You don’t normally think of children’s literature as taking sides in the struggle between capitalism and communism. But Rev. W. Awdry, (known as the “Puff-Puff Pastor” [I kid you not]) the English country vicar who created the Thomas the Tank Engine series for his children many decades ago apparently did.
If you have young children as I do, then chances are yours have fallen for Thomas and his railway mates as mine have.
We’ve tried to keep the Thomas mania within limits but we still manage to have the Thomas the Tank Engine: the Complete Collection, a few other smaller Thomas books, two Thomas videos and numerous Thomas train cars. Luckily, my son has discovered far better children’s entertainment like Peter Pan, Mary Poppins and the Wizard of Oz. But there was a time a year ago or so when Thomas was on the telly just about every day.
I found the videos narrated by George Carlin to be pretty insufferable (how miscast can he be attempting to sound like antique English railway engines?). The stories in the Thomas books were also odd. Awdry seems to have built up an imaginary class system even within a group of imaginary railroad engines and carriages replete with petty bickering and jealousy, competition for status and position, and just plain nasty behavior. I find all of this pretty suspect as wholesome children’s entertainment. But who am I to be the arbiter of what children like? What do I know? I hate the Wiggles too but it hasn’t seemed to hurt their careers much.
All this is leading up to perhaps the strangest Thomas story of all: Bulgy the Bolshevik (copyright Reed Internation Books Ltd. 1996). Bulgy (sounds like “Bolshy”) is a “huge red [get it?] bus” whom none of the other trains seem to have ever seen before. Bulgy’s first words to Duck are:
“Pah! Enjoyment’s all you engines live for. taking the petrol from the tanks of us workers. Come the Revolution, railways’ll be ripped up. Cars ‘nd coaches’ll trample their remains.
“Free the roads, he growled. “Free the road from Railway Tyranny!”
Who’d have thought that Thomas and his friends would unmask the Bolshevik conspiracy to take over English mass transit??!
Bulgy promptly plots to steal the railway’s passengers for his own nefarious purposes (“Look at Bulgy! He’s a mean Scarlet Deceiver!”). By displaying a false Railway Bus destination sign, he inveigles passengers to hop aboard. Then he promises to take them on a short cut to get to their destination before the trains. But he only manages to get himself wedged under a bridge from which he cannot extricate himself. The passengers come to understand Bulgy’s deception: “He tricked us, they complained. “He said he was a railway bus, but wouldn’t accept our return tickets. He wanted us to think railways are no good.”
Bulgy’s crime in the eyes of the railway cars: telling “whoppers.”
But he never learnt sense. He told “whoppers” till no one could believe his destination boards and no passengers would travel in him.
He is a henhouse now in a field beside the railway. If he still tells “whoppers” they can do no harm. The hens never listen to them anyway!
Imagine if Ronald Reagan had only known that Thomas and his friends had prophesied the irrelevance and fall of modern Communism (“he’s a hen house now in a field beside the railway”) in a children’s story so many decades before he did!
See Gender, Race and Class in the Writings of the Rev W Awdry for a rather odd and totally off-base defense of Awdry’s social attitudes.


- [Work instructions]:
Give back every line of the data exactly. Pictures are not part of the copy.

(Extracted records)
****

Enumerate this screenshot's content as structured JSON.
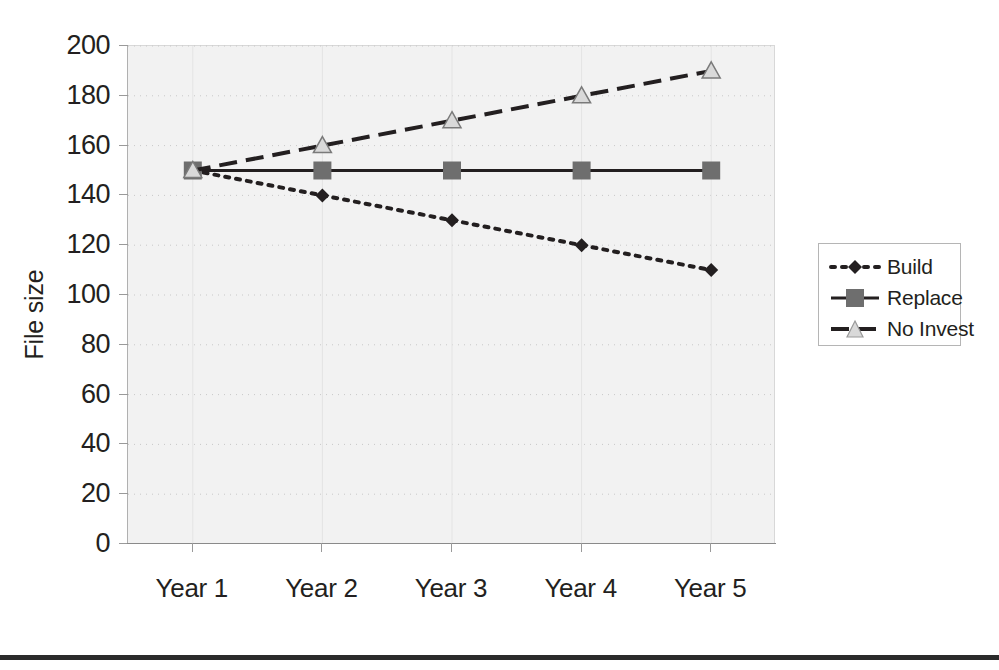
{
  "chart_data": {
    "type": "line",
    "title": "",
    "xlabel": "",
    "ylabel": "File size",
    "categories": [
      "Year 1",
      "Year 2",
      "Year 3",
      "Year 4",
      "Year 5"
    ],
    "ylim": [
      0,
      200
    ],
    "yticks": [
      0,
      20,
      40,
      60,
      80,
      100,
      120,
      140,
      160,
      180,
      200
    ],
    "ytick_labels": [
      "0",
      "20",
      "40",
      "60",
      "80",
      "100",
      "120",
      "140",
      "160",
      "180",
      "200"
    ],
    "grid": "horizontal-dotted",
    "legend_position": "right",
    "series": [
      {
        "name": "Build",
        "values": [
          150,
          140,
          130,
          120,
          110
        ],
        "line_style": "dotted",
        "marker": "diamond",
        "color": "#231f20"
      },
      {
        "name": "Replace",
        "values": [
          150,
          150,
          150,
          150,
          150
        ],
        "line_style": "solid",
        "marker": "square",
        "color": "#231f20",
        "marker_color": "#6e6e6e"
      },
      {
        "name": "No Invest",
        "values": [
          150,
          160,
          170,
          180,
          190
        ],
        "line_style": "dashed",
        "marker": "triangle",
        "color": "#231f20"
      }
    ]
  },
  "legend": {
    "items": [
      {
        "label": "Build"
      },
      {
        "label": "Replace"
      },
      {
        "label": "No Invest"
      }
    ]
  },
  "colors": {
    "plot_background": "#f2f2f2",
    "axis": "#8a8a8a",
    "gridline": "#c8c8c8",
    "text": "#231f20",
    "marker_fill": "#6e6e6e",
    "bottom_rule": "#2b2b2b"
  }
}
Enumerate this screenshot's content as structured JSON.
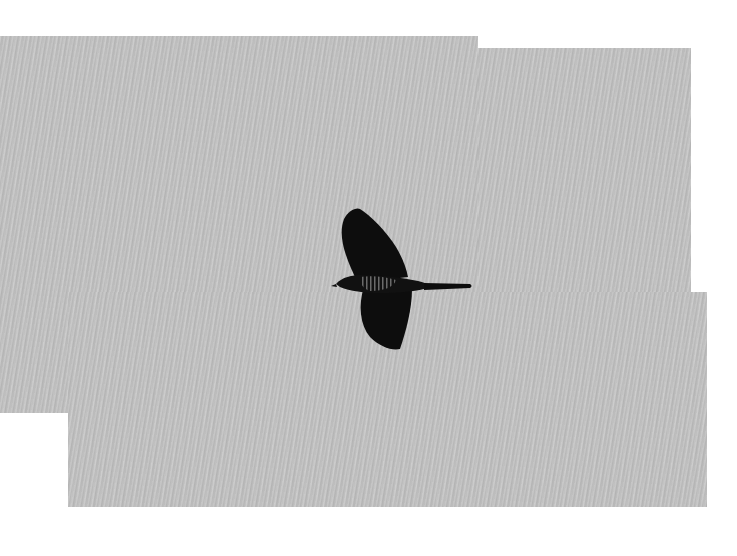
{
  "image": {
    "subject": "bird in flight",
    "description": "Dark silhouette of a cuckoo-like bird with barred underside, wings spread, flying left against an overcast gray sky; composite photo with stepped white margins",
    "colors": {
      "sky": "#c4c4c4",
      "bird": "#0d0d0d",
      "background": "#ffffff"
    }
  }
}
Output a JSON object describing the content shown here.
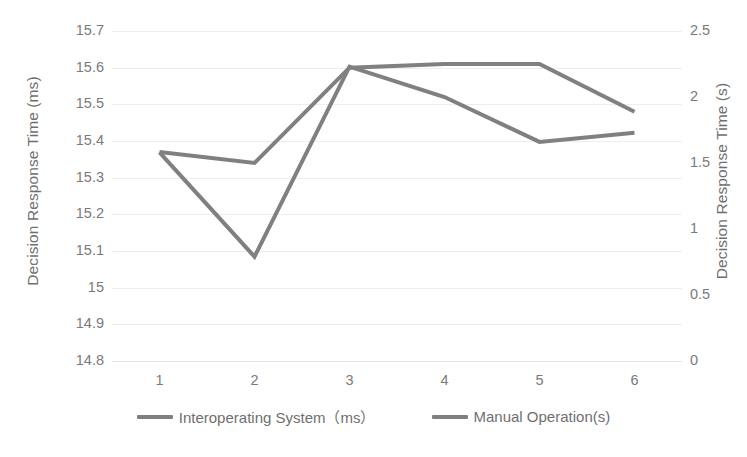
{
  "chart_data": {
    "type": "line",
    "title": "",
    "xlabel": "",
    "ylabel": "Decision Response Time (ms)",
    "y2label": "Decision Response Time (s)",
    "categories": [
      "1",
      "2",
      "3",
      "4",
      "5",
      "6"
    ],
    "grid": true,
    "legend_position": "bottom",
    "y_left": {
      "label": "Decision Response Time (ms)",
      "ticks": [
        "15.7",
        "15.6",
        "15.5",
        "15.4",
        "15.3",
        "15.2",
        "15.1",
        "15",
        "14.9",
        "14.8"
      ],
      "tick_values": [
        15.7,
        15.6,
        15.5,
        15.4,
        15.3,
        15.2,
        15.1,
        15.0,
        14.9,
        14.8
      ],
      "ylim": [
        14.8,
        15.7
      ]
    },
    "y_right": {
      "label": "Decision Response Time (s)",
      "ticks": [
        "2.5",
        "2",
        "1.5",
        "1",
        "0.5",
        "0"
      ],
      "tick_values": [
        2.5,
        2.0,
        1.5,
        1.0,
        0.5,
        0.0
      ],
      "ylim": [
        0,
        2.5
      ]
    },
    "series": [
      {
        "name": "Interoperating System（ms）",
        "axis": "left",
        "unit": "ms",
        "color": "#808080",
        "values": [
          15.37,
          15.34,
          15.6,
          15.61,
          15.61,
          15.48
        ]
      },
      {
        "name": "Manual Operation(s)",
        "axis": "right",
        "unit": "s",
        "color": "#808080",
        "values": [
          1.58,
          0.79,
          2.23,
          2.0,
          1.66,
          1.73
        ]
      }
    ]
  },
  "legend": {
    "items": [
      {
        "label": "Interoperating System（ms）",
        "color": "#808080"
      },
      {
        "label": "Manual Operation(s)",
        "color": "#808080"
      }
    ]
  }
}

****

- [Solution for this problem]:
Enumerate this screenshot's content as structured JSON.
{
  "chart_data": {
    "type": "line",
    "title": "",
    "xlabel": "",
    "ylabel": "File size",
    "categories": [
      "Year 1",
      "Year 2",
      "Year 3",
      "Year 4",
      "Year 5"
    ],
    "ylim": [
      0,
      200
    ],
    "yticks": [
      0,
      20,
      40,
      60,
      80,
      100,
      120,
      140,
      160,
      180,
      200
    ],
    "ytick_labels": [
      "0",
      "20",
      "40",
      "60",
      "80",
      "100",
      "120",
      "140",
      "160",
      "180",
      "200"
    ],
    "grid": "horizontal-dotted",
    "legend_position": "right",
    "series": [
      {
        "name": "Build",
        "values": [
          150,
          140,
          130,
          120,
          110
        ],
        "line_style": "dotted",
        "marker": "diamond",
        "color": "#231f20"
      },
      {
        "name": "Replace",
        "values": [
          150,
          150,
          150,
          150,
          150
        ],
        "line_style": "solid",
        "marker": "square",
        "color": "#231f20",
        "marker_color": "#6e6e6e"
      },
      {
        "name": "No Invest",
        "values": [
          150,
          160,
          170,
          180,
          190
        ],
        "line_style": "dashed",
        "marker": "triangle",
        "color": "#231f20"
      }
    ]
  },
  "legend": {
    "items": [
      {
        "label": "Build"
      },
      {
        "label": "Replace"
      },
      {
        "label": "No Invest"
      }
    ]
  },
  "colors": {
    "plot_background": "#f2f2f2",
    "axis": "#8a8a8a",
    "gridline": "#c8c8c8",
    "text": "#231f20",
    "marker_fill": "#6e6e6e",
    "bottom_rule": "#2b2b2b"
  }
}
Enumerate this screenshot's content as structured JSON.
{
  "image": {
    "subject": "bird in flight",
    "description": "Dark silhouette of a cuckoo-like bird with barred underside, wings spread, flying left against an overcast gray sky; composite photo with stepped white margins",
    "colors": {
      "sky": "#c4c4c4",
      "bird": "#0d0d0d",
      "background": "#ffffff"
    }
  }
}
Output a JSON object describing the content shown here.
{
  "chart_data": {
    "type": "line",
    "title": "",
    "xlabel": "",
    "ylabel": "Decision Response Time (ms)",
    "y2label": "Decision Response Time (s)",
    "categories": [
      "1",
      "2",
      "3",
      "4",
      "5",
      "6"
    ],
    "grid": true,
    "legend_position": "bottom",
    "y_left": {
      "label": "Decision Response Time (ms)",
      "ticks": [
        "15.7",
        "15.6",
        "15.5",
        "15.4",
        "15.3",
        "15.2",
        "15.1",
        "15",
        "14.9",
        "14.8"
      ],
      "tick_values": [
        15.7,
        15.6,
        15.5,
        15.4,
        15.3,
        15.2,
        15.1,
        15.0,
        14.9,
        14.8
      ],
      "ylim": [
        14.8,
        15.7
      ]
    },
    "y_right": {
      "label": "Decision Response Time (s)",
      "ticks": [
        "2.5",
        "2",
        "1.5",
        "1",
        "0.5",
        "0"
      ],
      "tick_values": [
        2.5,
        2.0,
        1.5,
        1.0,
        0.5,
        0.0
      ],
      "ylim": [
        0,
        2.5
      ]
    },
    "series": [
      {
        "name": "Interoperating System（ms）",
        "axis": "left",
        "unit": "ms",
        "color": "#808080",
        "values": [
          15.37,
          15.34,
          15.6,
          15.61,
          15.61,
          15.48
        ]
      },
      {
        "name": "Manual Operation(s)",
        "axis": "right",
        "unit": "s",
        "color": "#808080",
        "values": [
          1.58,
          0.79,
          2.23,
          2.0,
          1.66,
          1.73
        ]
      }
    ]
  },
  "legend": {
    "items": [
      {
        "label": "Interoperating System（ms）",
        "color": "#808080"
      },
      {
        "label": "Manual Operation(s)",
        "color": "#808080"
      }
    ]
  }
}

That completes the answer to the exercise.